Cleaning up Crime scenes

How would one go about getting a job cleaning up crime scenes? Do you have to take classes, or can any Joe pick up a sponge and go brain scraping?

A professional crime scene cleaner company. (With a phone number on the page if you want to find out how to join the company.)

Details of some of the hazards and requirements on the job here. (via Chicago Tribune.)

Interesting reading.

Oh and yes, I do think training would be mandatory.

It sounds to me as though they are just a cleaning agency who has no qualms about dealing with potentially “icky” stuff. Doesn’t say that they have any special equipment/training.

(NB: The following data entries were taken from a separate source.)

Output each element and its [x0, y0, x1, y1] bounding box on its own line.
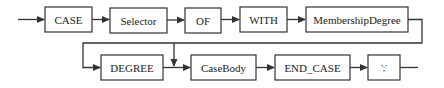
node-degree-label: DEGREE — [110, 62, 154, 74]
node-membershipdegree-label: MembershipDegree — [313, 14, 400, 26]
node-selector-label: Selector — [120, 15, 156, 27]
node-with-label: WITH — [249, 14, 278, 26]
node-semicolon-label: ';' — [381, 63, 387, 73]
node-case-label: CASE — [54, 14, 82, 26]
node-endcase-label: END_CASE — [284, 62, 341, 74]
node-of-label: OF — [196, 15, 210, 27]
node-casebody-label: CaseBody — [201, 62, 247, 74]
syntax-diagram: CASE Selector OF WITH MembershipDegree D… — [0, 0, 444, 88]
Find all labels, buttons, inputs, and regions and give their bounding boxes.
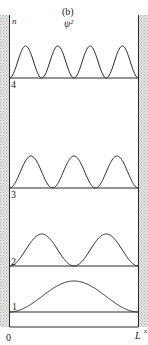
psi-squared-curve-n1 [10,281,139,312]
n-axis-label: n [12,17,17,26]
level-2-label: 2 [11,257,16,267]
x-axis-label: x [144,328,147,335]
x-origin-label: 0 [6,333,11,343]
level-4-label: 4 [11,80,16,90]
level-1-label: 1 [12,302,17,312]
psi-squared-label: ψ² [64,19,73,29]
level-3-label: 3 [11,190,16,200]
x-end-label: L [135,331,141,341]
psi-squared-curve-n3 [10,156,139,188]
psi-squared-curve-n4 [10,46,139,78]
panel-label: (b) [62,7,74,17]
particle-in-box-diagram [0,0,148,345]
left-wall [0,15,9,327]
right-wall [139,15,148,327]
psi-squared-curve-n2 [10,234,139,266]
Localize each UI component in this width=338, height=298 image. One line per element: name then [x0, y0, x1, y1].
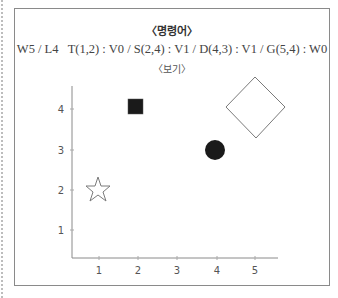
x-ticks: 1 2 3 4 5	[96, 256, 258, 276]
x-tick-label: 1	[96, 265, 102, 276]
x-tick-label: 4	[214, 265, 220, 276]
y-tick-label: 4	[58, 104, 64, 115]
scatter-plot: 1 2 3 4 1 2 3 4 5	[0, 0, 338, 298]
y-tick-label: 3	[58, 145, 64, 156]
square-icon	[128, 99, 143, 114]
y-tick-label: 2	[58, 185, 64, 196]
star-icon	[86, 177, 110, 201]
x-tick-label: 2	[135, 265, 141, 276]
diamond-icon	[226, 77, 285, 138]
x-tick-label: 3	[174, 265, 180, 276]
y-tick-label: 1	[58, 225, 64, 236]
circle-icon	[205, 140, 225, 160]
x-tick-label: 5	[252, 265, 258, 276]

They “are dedicated to assisting law enforcement, public service agencies, and property owners/managers in restoring property that has been contaminated as a result of crime, disaster or misuse.” But I think the emphasis is on the last, since in my (very limited) experience, the police didn’t particularly care about cleaning up the scene, they just took the body, closed the place up and left.

Duplicate thread,** Ender_Will**.

bump

Well check out the movie Curdled , one of Quentin Tarantino’s nutty films…

It’s all about the OP

=This American Life the National public radio show had a story on crime scene cleaners. It’s worth a listen (The whole archive is worth a listen, but this one is an especially interesting one. Requires Real player.
July 7, 2000
Episode 164

And yet another NPR recommendation, the Todd Mundt show will be broadcasting an interview with a crime scene cleaner on Monday the 17th.